Paying for Care

The State will pay
for me -
won't they?
If your care needs are overwhelmingly medical and are deemed "complex and unstable", you may qualify for free NHS-funded Continuing Care.

If on the otherhand, you fail to qualify for NHS Continuing Care and need care in a care home, the responsibility for providing your care rests with the local authority and they are compelled to do a financial means test to see if you need to pay for your own care.

Paying for your own care

If you need to be self funding, there are a variety of ways in which care fees can be met, the main ones being:

A Deferred Payments Scheme:

If your total assessable capital (including property) exceed the upper capital threshold £23,250 England, £23,500 Scotland, £22,500 Wales (2011/12), providing your other (non-property) assets are less than £23,250 England, £14,500 Scotland, £22,500 Wales (2011/12), rather being forced into selling your property immediately, you can apply to your local authority to pay the care costs for you until either you decide to sell it or die. In return you allow the Local Authority to place a legal charge on your property to ensure they can recover the money owed once the property is sold. If your application is accepted your Local Authority are only obliged to allow you “defer” the difference between your income and the maximum published contractual rate your local authority is willing to pay for the type of care you need. If you choose a more expensive home, then your family would still be liable to pay any difference.

Purchasing A Care Fees Annuity:

In return for paying a one off single premium to a specialist long term care insurance company, an immediate care fees annuity allows you to transfer the worry of paying for an unknown period of care to the insurance company who guarantees to provide the insured regular income "annuity" indefinitely to your care provider to meet your care fees. This can help you cap the cost of care at the outset and protect any remaining money for future personal use or inheritances. To ensure as much money as possible is left, we normally suggest that they are set up to provide only the shortfall between your care fees and ongoing income.

Due to way such annuities; provide very valuable tax-free income; ensure care fees can be met indefinitely; limit the eventual cost of care and thereby helps ensure not all of your of your savings will be used to fund care, it is not surprising these relatively little known method of funding care are quickly becoming the preferred funding method for many, especially all the time alternative deposit rates offer so little.

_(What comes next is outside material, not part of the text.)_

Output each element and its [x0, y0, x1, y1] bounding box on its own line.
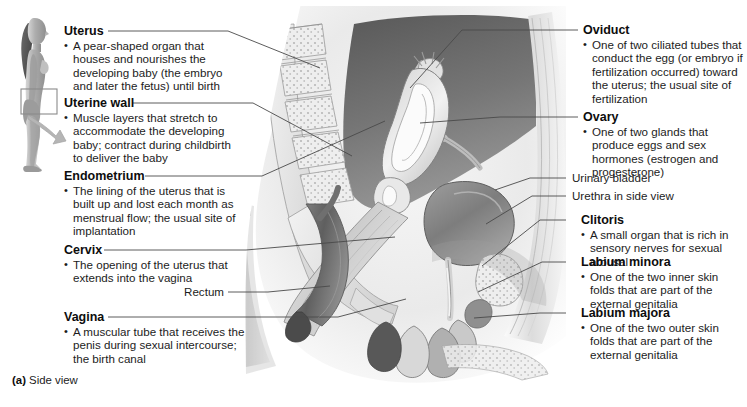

To find out just how little one of these annuities might cost request a FREE personalised quote today, click care fees annuity

To consider the advantages and disadvantages of a care fee annuities click here.

Investing to provide income: This approach normally involves selling any property and investing the proceeds, in an attempt to provide the required income to meet the shortfall. Depending on your attitude to risk this can either be by depositing the money in deposit accounts or by investing the money in a diversified portfolio of different assets in an attempt to provide a higher return. Whilst this method might preserve the largest amount of money, should you die early, neither way provides any guarantee that the money will continue to meet increasing care fees fees and will require regular changes if you want to try and maintain the best rates or obtain the best returns.

Renting any property to provide income: Instead of having to sell your property to pay for care, should your shortfall be quite small, you might prefer to rent it out and use the income to pay for your care fees. However, for many the gulf between cost of care and income is simply too big for potential rental income to bridge. This coupled with the fact that renting also means you have to assume the responsibility of being a landlord regularly maintaining the property and having no certainty that TAXABLE income will continue uninterrupted, means for many this is simply not a realistic option.

Which is the best method of paying for care?

Which method is right and leaves you with the most money will depend on many factors including; life expectancy; the cost of an annuity; how much money you have and your attitude to risk. This is where professional care fees advice becomes invaluable as as not only will we be able to check your eligibility for state funding but once we have obtained all care fee annuity quotes, we will be able to analyse them and compare them with all other funding options for you.

Clearly, should your assessable capital exceed the applicable upper capital threshold figures and, you have to pay for your own care, it would pay to seek professional care fees advice and look at how much care fee annuities would cost.